Binet revised, expanded, and refined his first scale in 1908 and 1911. Its scoring developed into a system in which credit for items passed was given in terms of years and months so that a mental level could be calculated to represent the quality of the performance. In 1911, a German psychologist named William Stern proposed that the mental level attained on the Binet-Simon scale, now labelled a "mental age score," be divided by the subject's chronological age to obtain a "mental quotient" that would more accurately represent ability at different ages. To eliminate the decimal, the mental quotient was multiplied by 100 and soon became known as the intelligence quotient or IQ. 

This now-familiar score, a true ratio IQ was popularized in the most famous revision of the Binet-Simon scale, the Stanford-Binet Intelligence Scale, published in 1916 by Lewis Terman. Despite several problems with the ratio IQ, its use would last for several decades until a better way of integrating age into the scoring of intelligence tests (described in Chapter 3) was devised by David Wechsler (Kaufman, 2000; Wechsler, 1939). Binet’s basic idea—namely, that to be average, below average, or above average in intelligence means that one performs at, below, or above the level typical for one’s age group on intelligence tests—has survived and become one of the primary ways in which intelligence is assessed. 
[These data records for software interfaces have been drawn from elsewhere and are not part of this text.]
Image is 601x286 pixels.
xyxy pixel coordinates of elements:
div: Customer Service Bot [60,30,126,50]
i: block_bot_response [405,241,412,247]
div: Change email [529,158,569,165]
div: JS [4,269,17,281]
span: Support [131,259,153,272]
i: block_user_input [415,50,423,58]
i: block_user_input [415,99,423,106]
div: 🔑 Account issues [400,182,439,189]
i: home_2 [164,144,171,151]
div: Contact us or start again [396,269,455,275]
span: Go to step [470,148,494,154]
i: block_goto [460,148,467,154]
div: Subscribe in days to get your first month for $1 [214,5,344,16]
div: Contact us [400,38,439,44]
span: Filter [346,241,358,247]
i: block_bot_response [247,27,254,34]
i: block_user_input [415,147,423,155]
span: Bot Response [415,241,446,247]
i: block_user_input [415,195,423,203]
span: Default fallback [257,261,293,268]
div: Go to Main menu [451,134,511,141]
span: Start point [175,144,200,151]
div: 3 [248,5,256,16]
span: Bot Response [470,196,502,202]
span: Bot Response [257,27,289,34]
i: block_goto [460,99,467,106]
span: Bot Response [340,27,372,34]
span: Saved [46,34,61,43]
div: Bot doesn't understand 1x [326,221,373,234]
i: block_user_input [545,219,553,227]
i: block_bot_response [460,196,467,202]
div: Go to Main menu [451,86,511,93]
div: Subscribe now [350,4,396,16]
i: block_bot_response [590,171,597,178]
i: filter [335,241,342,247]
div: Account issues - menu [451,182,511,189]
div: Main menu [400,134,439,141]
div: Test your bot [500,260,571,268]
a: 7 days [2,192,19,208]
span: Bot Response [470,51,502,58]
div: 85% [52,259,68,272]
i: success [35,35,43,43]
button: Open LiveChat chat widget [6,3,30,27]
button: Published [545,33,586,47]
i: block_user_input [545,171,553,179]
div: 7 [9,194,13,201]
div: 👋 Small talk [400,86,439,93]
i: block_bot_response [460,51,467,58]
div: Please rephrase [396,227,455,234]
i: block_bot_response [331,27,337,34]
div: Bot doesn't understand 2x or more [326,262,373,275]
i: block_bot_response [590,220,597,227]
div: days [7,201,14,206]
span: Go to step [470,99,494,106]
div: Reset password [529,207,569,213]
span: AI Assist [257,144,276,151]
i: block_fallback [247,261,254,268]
While Binet was developing his scales in France, in England, Charles Spearman (a former student of Wundt’s and follower of Galton) had been trying to empirically prove that hypothesis concerning the link between intelligence and sensory acuity. In the process, he developed and expanded the use of correlational methods pioneered by Galton and Karl Pearson and provided the conceptual foundation for factor analysis, a technique for reducing a large number of variables to a smaller set of factors that would become central to the advancement of testing and trait theory. 

Spearman also devised a theory of intelligence that emphasized a general intelligence factor (or g) present in all intellectual activities (Spearman, 1904a, 1904b). He had been able to gather moderate support for Galton’s notions by correlating teachers’ ratings and grades with measures of sensory acuity, but he soon realized that the tasks assembled in the Binet-Simon scale provided a far more useful and reliable way of assessing intelligence than the tools he had been using. Even though Spearman and Binet differed widely in their views about the nature of intelligence, their combined contributions were unsurpassed in propelling the development of psychological testing in the 20th century.